• AIM OF THE EXERCISE:
Within the records below, filter for lines carrying the word "pixels" and copy them.

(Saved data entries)

○ ○ ○ ○ ○ ○ ○

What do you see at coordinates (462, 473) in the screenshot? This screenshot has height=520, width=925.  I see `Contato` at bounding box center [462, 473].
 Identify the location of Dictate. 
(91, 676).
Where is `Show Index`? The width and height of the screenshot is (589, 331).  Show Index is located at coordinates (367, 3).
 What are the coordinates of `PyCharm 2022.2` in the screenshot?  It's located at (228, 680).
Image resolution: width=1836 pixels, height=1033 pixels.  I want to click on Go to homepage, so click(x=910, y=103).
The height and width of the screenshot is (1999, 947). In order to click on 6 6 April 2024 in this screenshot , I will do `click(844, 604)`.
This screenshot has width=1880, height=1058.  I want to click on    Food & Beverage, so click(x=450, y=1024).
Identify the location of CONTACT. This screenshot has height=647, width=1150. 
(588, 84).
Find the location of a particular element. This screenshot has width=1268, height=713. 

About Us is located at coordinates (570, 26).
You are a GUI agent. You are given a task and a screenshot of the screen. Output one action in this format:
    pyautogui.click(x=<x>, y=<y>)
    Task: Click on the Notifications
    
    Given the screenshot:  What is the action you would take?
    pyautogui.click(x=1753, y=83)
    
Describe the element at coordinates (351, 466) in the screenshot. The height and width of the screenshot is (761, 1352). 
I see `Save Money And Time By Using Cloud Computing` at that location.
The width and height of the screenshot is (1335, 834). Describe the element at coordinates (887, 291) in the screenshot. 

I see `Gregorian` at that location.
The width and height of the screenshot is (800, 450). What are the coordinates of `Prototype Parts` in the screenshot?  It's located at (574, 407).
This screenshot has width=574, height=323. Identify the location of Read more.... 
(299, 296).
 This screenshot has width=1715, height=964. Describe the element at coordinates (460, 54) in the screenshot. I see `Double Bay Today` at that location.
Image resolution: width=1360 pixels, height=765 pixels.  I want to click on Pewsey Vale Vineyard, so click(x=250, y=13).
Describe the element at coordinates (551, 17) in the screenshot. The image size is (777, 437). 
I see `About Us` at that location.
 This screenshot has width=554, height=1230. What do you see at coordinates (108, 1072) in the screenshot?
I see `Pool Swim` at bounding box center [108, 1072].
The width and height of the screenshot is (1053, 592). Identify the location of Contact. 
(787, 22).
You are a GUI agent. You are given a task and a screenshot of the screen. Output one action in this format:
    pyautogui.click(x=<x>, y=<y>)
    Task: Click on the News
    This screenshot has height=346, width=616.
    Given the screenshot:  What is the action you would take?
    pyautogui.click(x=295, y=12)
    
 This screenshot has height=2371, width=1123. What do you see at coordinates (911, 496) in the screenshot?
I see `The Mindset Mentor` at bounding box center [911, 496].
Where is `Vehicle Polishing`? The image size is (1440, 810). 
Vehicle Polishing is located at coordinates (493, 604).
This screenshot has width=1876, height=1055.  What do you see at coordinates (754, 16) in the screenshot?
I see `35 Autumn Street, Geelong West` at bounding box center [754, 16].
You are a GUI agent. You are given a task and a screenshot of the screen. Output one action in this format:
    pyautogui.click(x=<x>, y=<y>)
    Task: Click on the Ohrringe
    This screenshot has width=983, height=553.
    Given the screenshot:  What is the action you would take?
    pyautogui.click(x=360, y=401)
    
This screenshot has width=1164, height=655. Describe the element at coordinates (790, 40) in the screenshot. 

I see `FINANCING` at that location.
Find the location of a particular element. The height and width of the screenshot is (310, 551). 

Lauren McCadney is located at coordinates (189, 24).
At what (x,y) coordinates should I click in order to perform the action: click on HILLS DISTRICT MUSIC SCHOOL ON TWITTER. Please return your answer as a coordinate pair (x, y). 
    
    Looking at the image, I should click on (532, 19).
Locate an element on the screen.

○ ○ ○ ○ ○ ○ ○

• ANSWER SECTION:
Image resolution: width=1836 pixels, height=1033 pixels.  I want to click on Go to homepage, so click(x=910, y=103).
Image resolution: width=1360 pixels, height=765 pixels.  I want to click on Pewsey Vale Vineyard, so click(x=250, y=13).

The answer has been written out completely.